Twitter’s continued silence on this front betrays the kind of arrogance reminiscent of the Microsoft of pre-antitrust days, when questions from users or journalists about most subjects were difficult to get asked let alone be answered. Company executives and engineers alike were walled off from the press, and opportunities for Q & A carefully proscribed to provide enough access to sell whatever the pitch was but not enough to dive down. A News.com interview with Google CEO Eric Schmidt some months ago seemed to fall into that familiar category.

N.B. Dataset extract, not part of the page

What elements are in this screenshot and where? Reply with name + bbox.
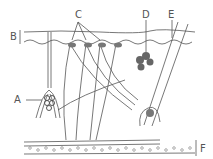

Of course, since Robert Scoble’s days at Microsoft, corporate “transparency” is the new black. These days you can tell the real secrets by the length of time the questions go unanswered. The real secret with Twitter is simple: can we (Twitter) play out the clock long enough to establish enough market force to create a data stream valuable enough to auction off to marketers at an unassailable efficiency. Sort of Adsense for micro-blogging, or attention rank, or whatever you want to call a relevance engine for micro-objects.

Identi.ca and the open source Laconica code base it sits on top of represent the first real threat to that strategy, mostly because so far Prodromou has carefully matched Twitter fundamentals step by step. Laporte’s delight in realizing he could establish an instance of Laconica and federate it with other nodes was palpable. But several things emerged in his conversation with Prodromou that bear watching, and perhaps concern by those who hope Twitter’s apparent hammerlock might be broken.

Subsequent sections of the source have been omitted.